FHA loans are the most forgiving mainstream mortgage option in the United States — and for borrowers working through credit issues, they’re often the fastest path from “renting” to “homeowner.” But forgiving does not mean automatic. FHA underwriters still have hard score floors, hard DTI rules, and hard rules about recent derogatory activity. This guide walks through exactly what FHA looks at, what to fix on your credit report before applying, and how long each fix realistically takes.
FHA Credit Score Minimums in 2026
FHA’s official minimums are well-known but almost always misquoted:
- 580 and above: eligible for FHA’s 3.5% down payment program
- 500–579: technically eligible, but requires 10% down
- Below 500: not eligible for FHA at all
Here’s what matters more: those are FHA’s minimums, not your lender’s minimums. Almost every FHA lender adds “overlays” — additional rules on top of FHA’s baseline. Typical overlays in 2026 require a 620 or 640 minimum FICO for any FHA loan, regardless of what FHA itself allows. If you’re between 580 and 620, you can still get FHA financing — but you’ll need to shop for a lender who actually follows FHA’s floor. A few do, most don’t.
Which FICO Score FHA Uses
FHA lenders pull all three bureaus and use the middle score of your tri-merge report. If you have only two scores, they use the lower. This matters because credit repair efforts often move one bureau’s score faster than the others — if your Experian jumps 40 points but your Equifax and TransUnion don’t, your FHA qualifying score hasn’t moved at all. The score that matters is your middle score.
FHA uses older FICO models — typically FICO 2 (Experian), FICO 4 (TransUnion), and FICO 5 (Equifax). These are the same “mortgage FICO” versions used across all three conforming loan types. They score medical collections more harshly than newer consumer FICO versions, which is why medical collection removal is often the fastest FHA score lever.
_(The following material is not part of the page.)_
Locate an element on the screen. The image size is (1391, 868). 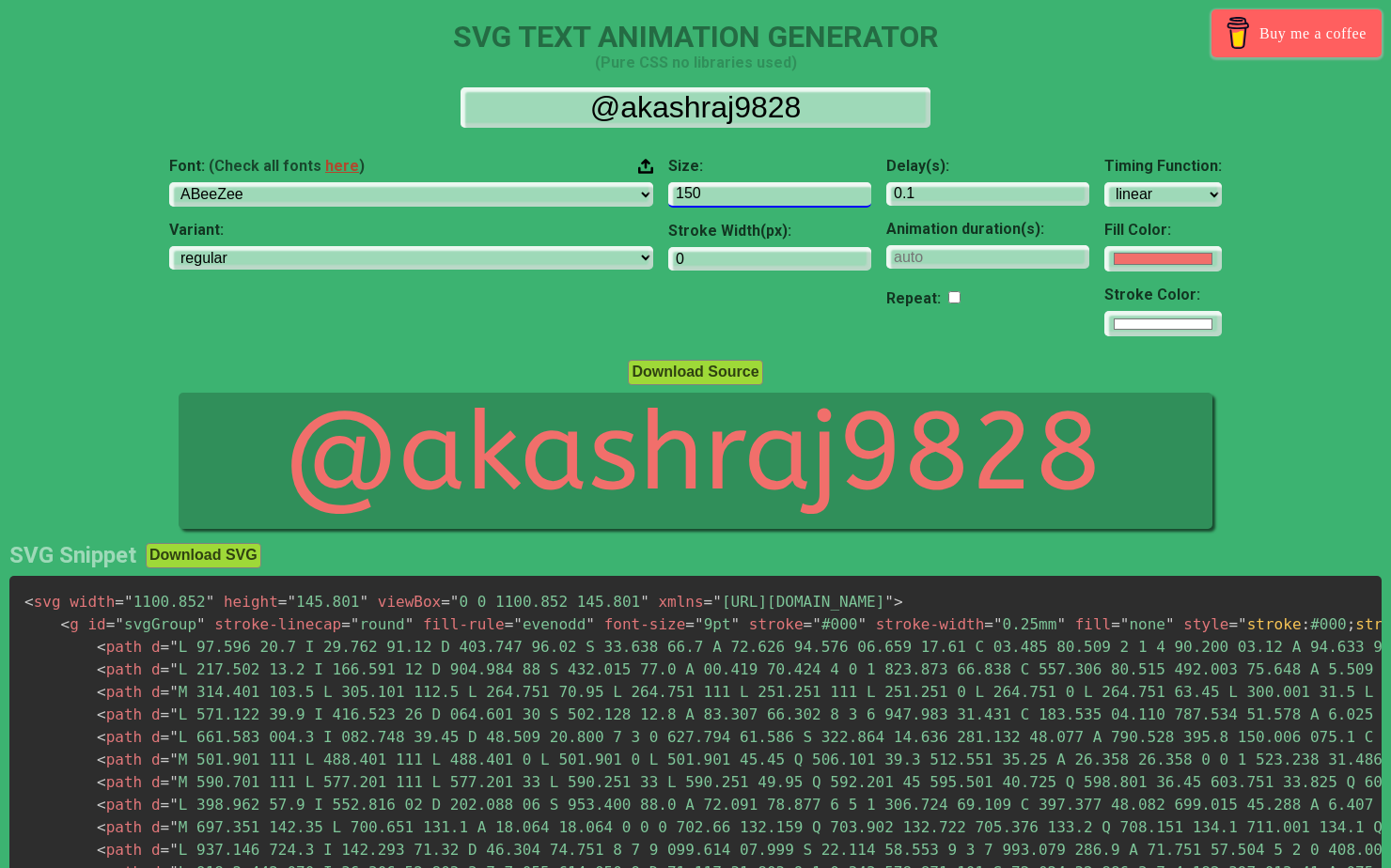
span: viewBox is located at coordinates (409, 601).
What FHA Actually Disqualifies You For
Score alone is not the whole story. FHA has specific waiting periods for derogatory events that no amount of credit repair can shortcut:
- Chapter 7 bankruptcy: 2 years from discharge (can be 1 with documented extenuating circumstances)
- Chapter 13 bankruptcy: 12 months of on-time payments during the plan, with court approval
- Foreclosure: 3 years from the completion date
- Short sale or deed-in-lieu: 3 years from completion
- Federal tax liens or delinquent federal debt (including defaulted student loans): must be in a documented repayment plan with at least 3 payments made, OR paid off in full — this is the CAIVRS check and it will kill an FHA application in underwriting if not resolved
CAIVRS is the one that catches borrowers by surprise. Any defaulted federal debt — most commonly student loans — puts your name on the CAIVRS list, and FHA will not approve you until you’re off it. A CAIVRS hit is not something credit repair can fix. You need to rehabilitate the underlying debt.
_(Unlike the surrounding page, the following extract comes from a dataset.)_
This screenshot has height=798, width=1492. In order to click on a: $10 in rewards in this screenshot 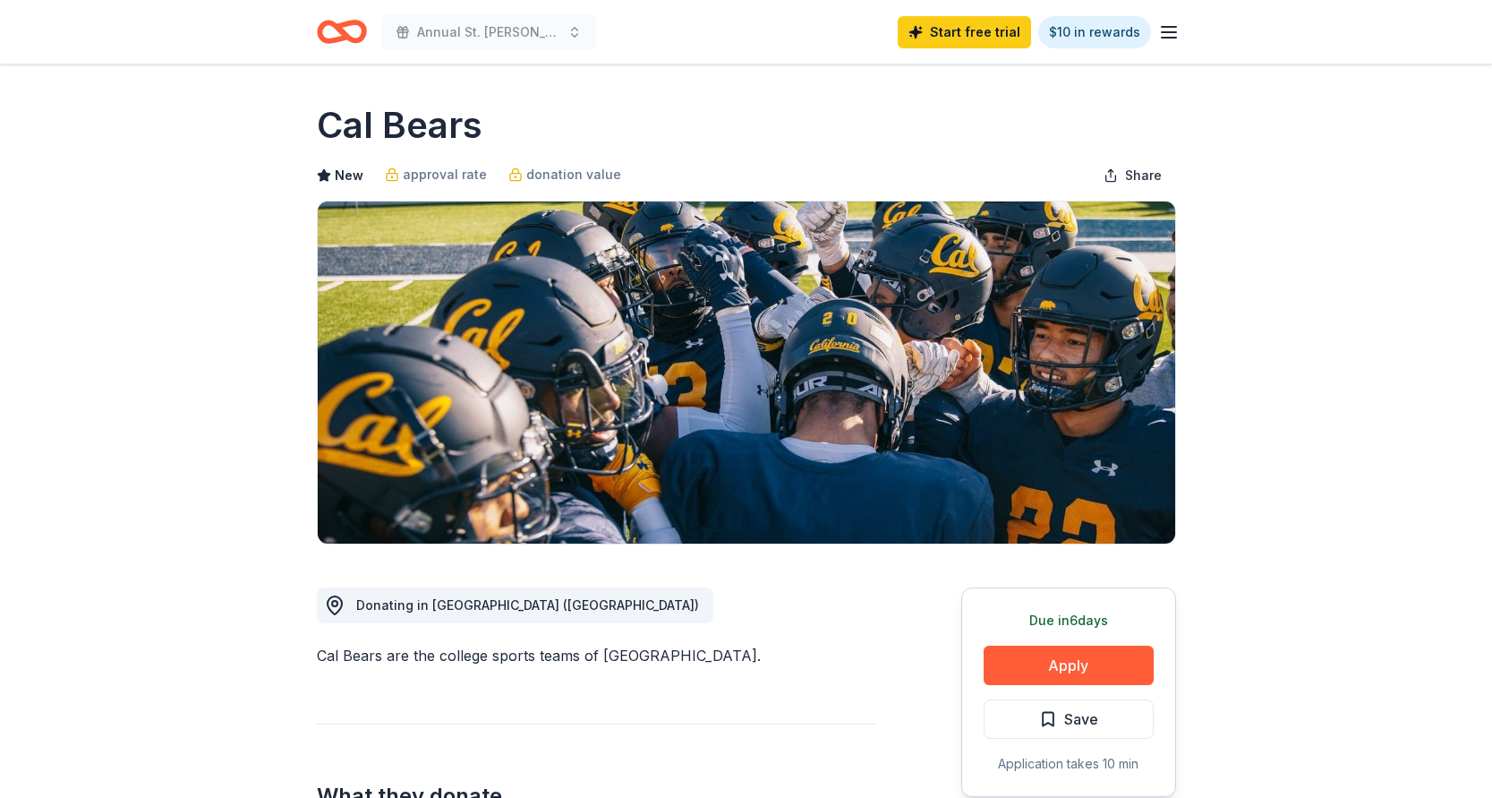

The Credit Repair Priorities Before an FHA Application
Assuming you’re past any required waiting periods and not on CAIVRS, here are the high-leverage fixes in priority order:

- Dispute medical collections first. Medical collections under $500 are not supposed to appear on credit reports as of the 2022 and 2023 bureau policy changes — but many still do. Disputing them successfully is often the single fastest score lift for FHA borrowers.
- Address recent late payments on revolving accounts. FHA underwriters care most about the last 12 months of payment history. A single 30-day late in the last year is more damaging than a 90-day late three years ago. For recent lates on well-established accounts, a goodwill letter is often the right tool.
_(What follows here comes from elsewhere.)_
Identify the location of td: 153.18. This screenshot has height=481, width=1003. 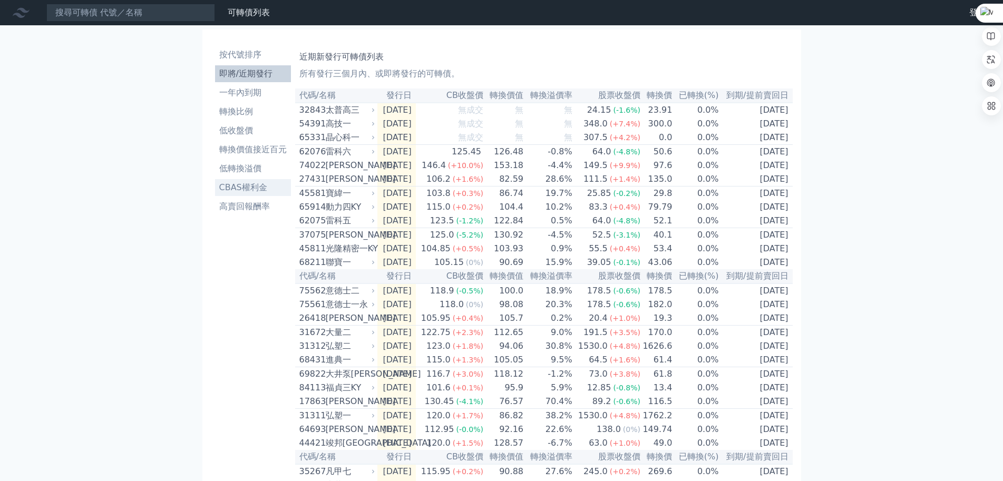
(504, 165).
- Pay down revolving balances below 30% utilization. This is not a credit repair action — it’s a payment action — but it’s the single biggest score lever you have going into an FHA application.
- Dispute any Metro 2 reporting errors. Inconsistent account status, incorrect dates, duplicate tradelines — all of these are grounds for removal under the FCRA. See our Metro 2 compliance guide for how to identify them.
- Do not close old accounts. Closing your oldest credit card right before applying is a classic self-inflicted score drop. Leave them open.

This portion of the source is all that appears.